New grant will fund research of biomechanical markers in glaucoma

This study will explore the role of biomechanical differences in the optic nerve that may explain why individuals of African descent are at greatest risk of developing glaucoma.
Written by: Jessica Martindale
Media contact: Adam Pope, arpope@uab.edu


glaucoma markersThis study may explain why individuals of African descent are at the greatest risk of developing glaucoma.Massimo A. Fazio, Ph.D., assistant professor in the University of Alabama at Birmingham Department of Ophthalmology, and Christopher A. Girkin M.D., have received a four-year, $2.55 million R01 grant from the National Eye Institute to explore how visual field loss developed with glaucoma is associated with individual-specific biomechanics of the eye.

This new study will explore the role of biomechanical differences in the optic nerve that may explain why individuals of African descent are at greatest risk of developing glaucoma. It applies Fazio’s novel computational approaches to a large multicenter cohort of patients followed in the African Descent and Glaucoma Evaluation Study (ADAGES). Prior studies of this cohort have defined racial difference in progression of glaucoma along (ADAGES 1 and 2) with genetic factors (ADAGES 3).

“The scope of the work aims to uncover how the morphology and biomechanics of the optic nerve head is associated with glaucoma onset and progression,” Fazio said. “Our ultimate goal is to discover a biomarker to help physicians detect glaucoma before the visual field deteriorates, or to identify which individuals are more likely to progress too fast.”

Fazio uses a laser-based technique called optical coherence tomography, or OCT, that allows researchers to capture 3-D images of the optic nerve head. This data shows researchers the structural damage in each eye. He has developed new methods to reveal and quantify structures deep within the optic nerve that are critical in the development of glaucoma.

Fazio uses a laser-based technique called optical coherence tomography, or OCT, that allows researchers to capture 3-D images of the optic nerve head. This data shows researchers the structural damage in each eye.

“The imaging protocols developed for this study in collaboration with the OCT manufacturer Heidelberg Engineering allows us to uncover 3-D structural and biomechanical parameters as none has ever done before,” Fazio said. “This has generated a wealth of knowledge and has created a large body of data that show there are indeed racial differences in the mechanical behavior of the optic nerve that may put individuals of African descent at greater risk for blindness from glaucoma.”

This study will define these structural and biomechanical differences in the optic nerve that exist between people of European and African descents and how these differences increase the rate of glaucoma progression and disease susceptibility within this at-risk minority group. Fazio says the collagen structure and biomechanics are different between the two groups and are therefore correlated with a different rate of damage.

Fazio has a multidisciplinary background in machine design, experimental mechanics and biomechanical characterization of soft tissue, and he is a mechanical engineer. He has dedicated his career to developing customized methods of noncontact optical techniques to measure deformations in loaded materials to gain a deeper understanding of the biomechanical properties of ocular tissues. Fazio holds a primary joint appointment in the Department of Biomedical Engineering.

This grant is a multiprimary investigator study lead at UAB, involving several premier universities throughout the country. Fazio leads the investigation at UAB, together with Girkin; EyeSight Foundation of Alabama Chair of the Department of Ophthalmology Linda M. Zangwill, Ph.D., co-director of Clinical Research at the Shiley Eye Institute at The University of California San Diego; and Jeffrey M. Liebmann, M.D., vice chair and director of Glaucoma Services at Columbia University.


**About this exercise:** From the listing below, copy each line that holds "Horizontal".

___ Supplied records

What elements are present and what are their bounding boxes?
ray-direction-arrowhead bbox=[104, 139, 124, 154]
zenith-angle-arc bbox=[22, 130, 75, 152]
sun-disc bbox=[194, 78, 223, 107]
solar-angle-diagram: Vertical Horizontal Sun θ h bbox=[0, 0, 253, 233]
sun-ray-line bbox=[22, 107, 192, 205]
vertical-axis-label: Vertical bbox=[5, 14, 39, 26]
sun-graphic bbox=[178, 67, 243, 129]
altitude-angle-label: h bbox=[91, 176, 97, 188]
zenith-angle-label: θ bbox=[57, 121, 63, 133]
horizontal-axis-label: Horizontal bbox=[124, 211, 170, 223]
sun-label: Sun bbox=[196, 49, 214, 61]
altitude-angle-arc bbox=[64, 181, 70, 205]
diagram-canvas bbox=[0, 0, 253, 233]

______
___ Supplied records

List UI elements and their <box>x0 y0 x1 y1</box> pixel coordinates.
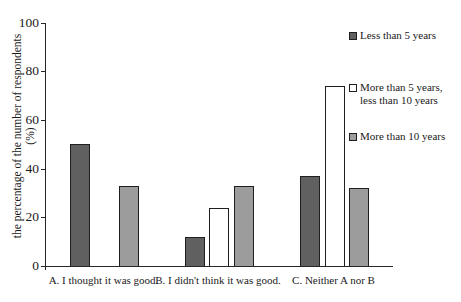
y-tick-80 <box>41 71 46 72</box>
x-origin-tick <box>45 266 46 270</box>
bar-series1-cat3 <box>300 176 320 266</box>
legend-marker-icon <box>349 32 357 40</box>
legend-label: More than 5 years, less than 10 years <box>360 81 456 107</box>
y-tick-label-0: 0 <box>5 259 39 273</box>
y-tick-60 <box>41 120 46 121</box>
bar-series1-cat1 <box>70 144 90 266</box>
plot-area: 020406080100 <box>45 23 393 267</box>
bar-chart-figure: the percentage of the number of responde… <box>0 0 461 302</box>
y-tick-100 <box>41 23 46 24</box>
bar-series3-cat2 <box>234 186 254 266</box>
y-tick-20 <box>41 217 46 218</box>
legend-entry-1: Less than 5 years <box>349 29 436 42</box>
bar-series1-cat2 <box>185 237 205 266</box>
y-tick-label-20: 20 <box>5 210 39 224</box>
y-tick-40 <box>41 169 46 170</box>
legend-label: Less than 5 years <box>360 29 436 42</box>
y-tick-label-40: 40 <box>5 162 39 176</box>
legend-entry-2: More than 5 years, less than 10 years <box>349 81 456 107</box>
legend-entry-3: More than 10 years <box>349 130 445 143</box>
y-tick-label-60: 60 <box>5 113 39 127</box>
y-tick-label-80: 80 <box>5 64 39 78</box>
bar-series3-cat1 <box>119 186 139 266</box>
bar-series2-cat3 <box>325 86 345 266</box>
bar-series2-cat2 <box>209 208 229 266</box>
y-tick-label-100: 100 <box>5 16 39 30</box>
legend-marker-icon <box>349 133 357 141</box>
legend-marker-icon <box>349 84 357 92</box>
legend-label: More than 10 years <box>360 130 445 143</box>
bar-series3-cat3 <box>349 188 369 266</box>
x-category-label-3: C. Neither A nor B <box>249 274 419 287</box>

______

**Result of the exercise:**
solar-angle-diagram: Vertical Horizontal Sun θ h bbox=[0, 0, 253, 233]
horizontal-axis-label: Horizontal bbox=[124, 211, 170, 223]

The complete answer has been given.